This anomalous incidence is due to the fact that the group diarrhoea and enteritis includes a
number of intestinal ailments which attack older persons, which have no special seasonal incidence
and which are consequently not affected by the temperature prevailing in the summer months.
Thus, in spite of one of the hottest and one of the coldest summers on record, the deaths from
diarrhoea and enteritis in persons over the age of 5 years numbered 28 in 1911, and 30 in 1912.
In children under the age of 5, the deaths numbered 156 and 40 respectively in the same two
years. The subject of diarrhoea and its prevention was dealt with at length in my last report
and need not be considered further in a year when the number of deaths from the disease has
been comparatively small.
TUBERCULOSIS
The number of deaths from tuberculosis was 227, the death-rate being 1.32 per 1,000. The
mortality in the years 1901-1912 from phthisis, other tuberculous diseases, and all forms of
tuberculosis is expressed in the following Table as the number of deaths per 100,000 persons
living in the periods to which the death-rates refer.

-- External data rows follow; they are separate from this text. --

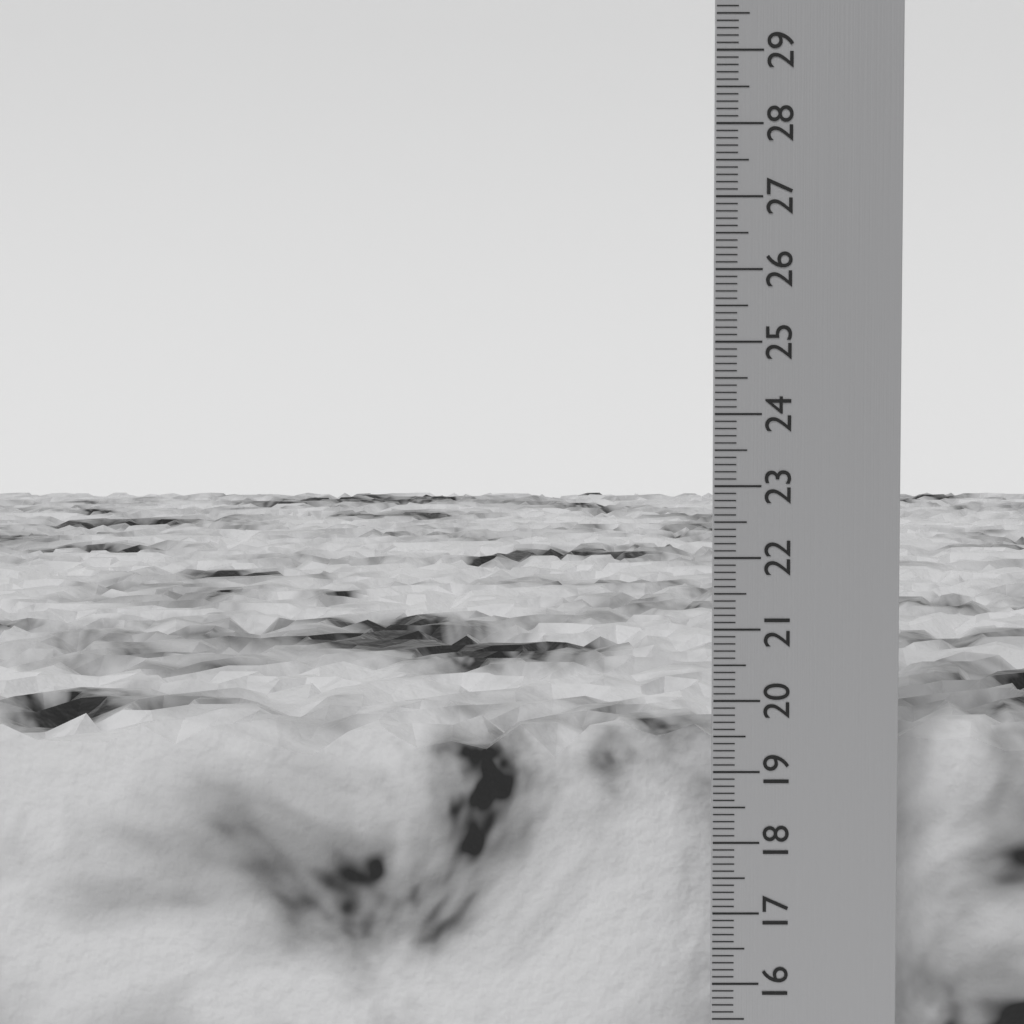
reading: 19.5 cm
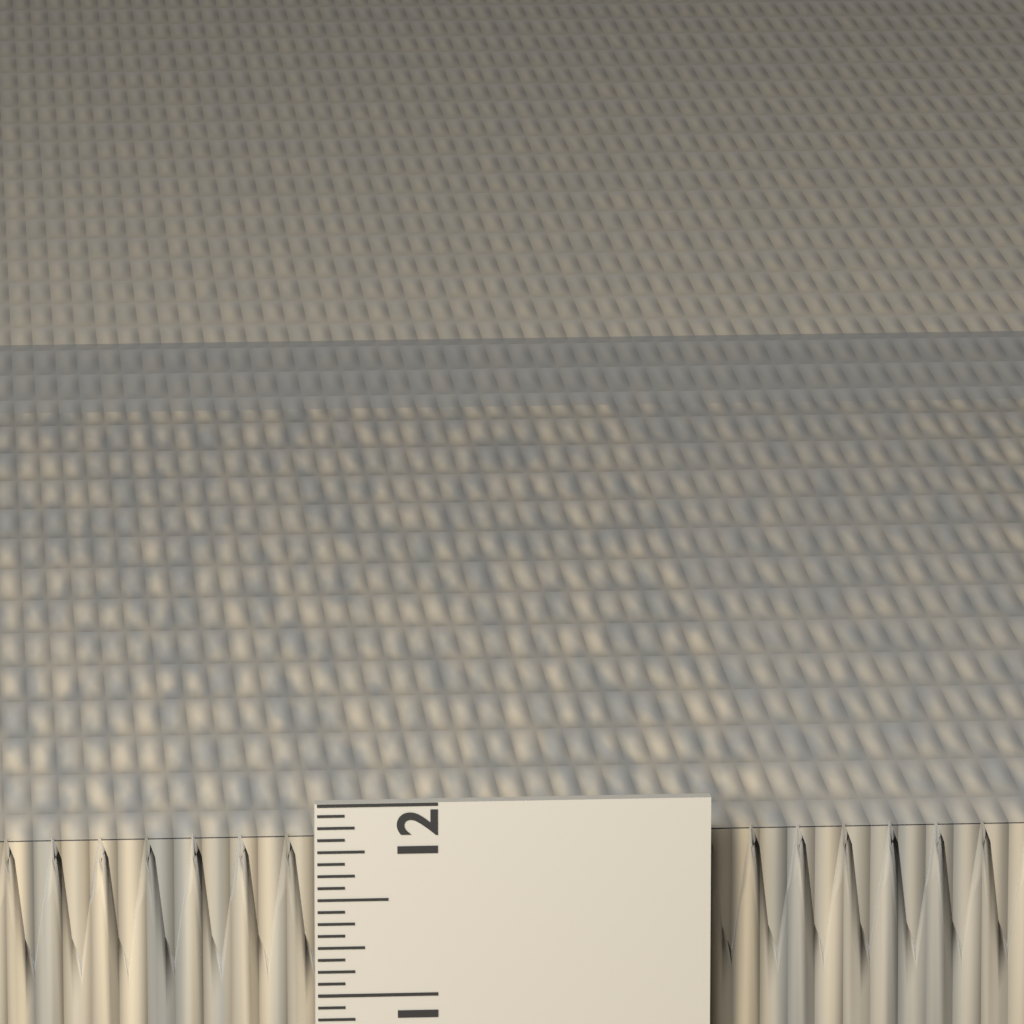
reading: 11.8125 in
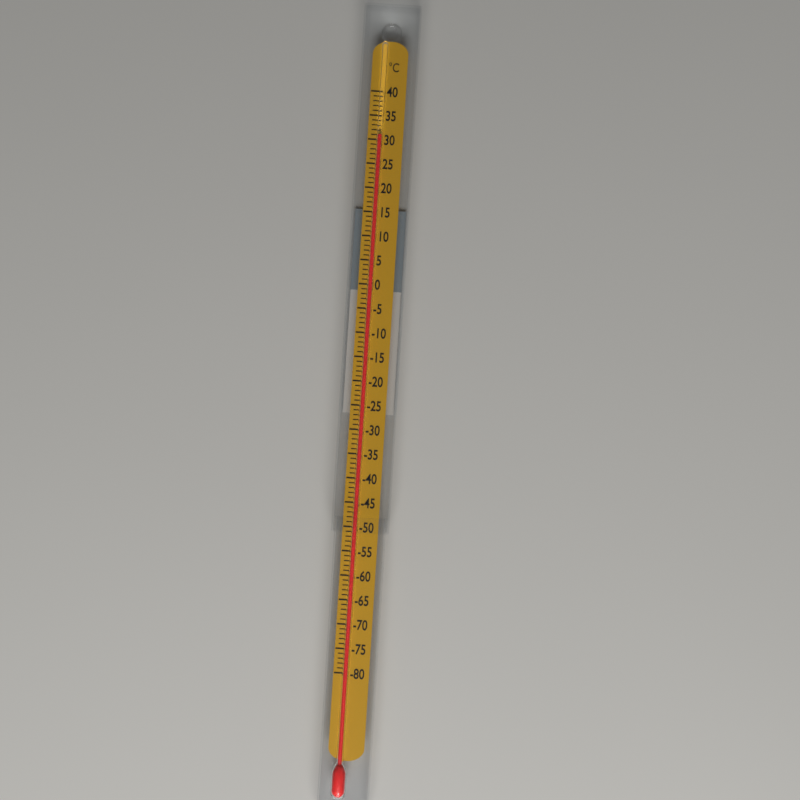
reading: 31 °C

Tuberculosis in Kensington, 1901-1912.

Period.Number of Deaths and Death-rate per 100,000 persons living.
Phthisis.Other Tuberculous Diseases.Tuberculosis—All Forms.
Deaths.Death-rate.Deaths.Death-rate.Deaths.Death-rate,
1901-19101,966113807462,773159
1911155904828203118
19121791044828227132

Since 1900 the death-rate from tuberculosis has varied between extremes of 195 per 100,000
ii: 1904, and 109 in 1910, as compared with a rate of 132 in the year under consideration, and an
average rate of 159 in the ten years 1901-1910. On the whole the figures afford ground for the
hope that the reduction in the mortality from this disease which has occurred in the last six years
will be maintained.
PHTHISIS.
In the year under notice the deaths from tuberculous phthisis, or pulmonary consumption,
numbered 179, and corresponded to a rate of T04 per 1,000 living. They were responsible for
79 per cent., or more than three-quarters of the total deaths from tuberculosis. Persons between
the ages of 15 and 45 years of age—that is to say, in the best working years of life—furnished
more than 58 per cent. of the deaths, the mortality among males being higher
than among females. The death-rate was considerably higher than in 1911, and only 8 per cent.
below the average rate in the decennium 1901-1910.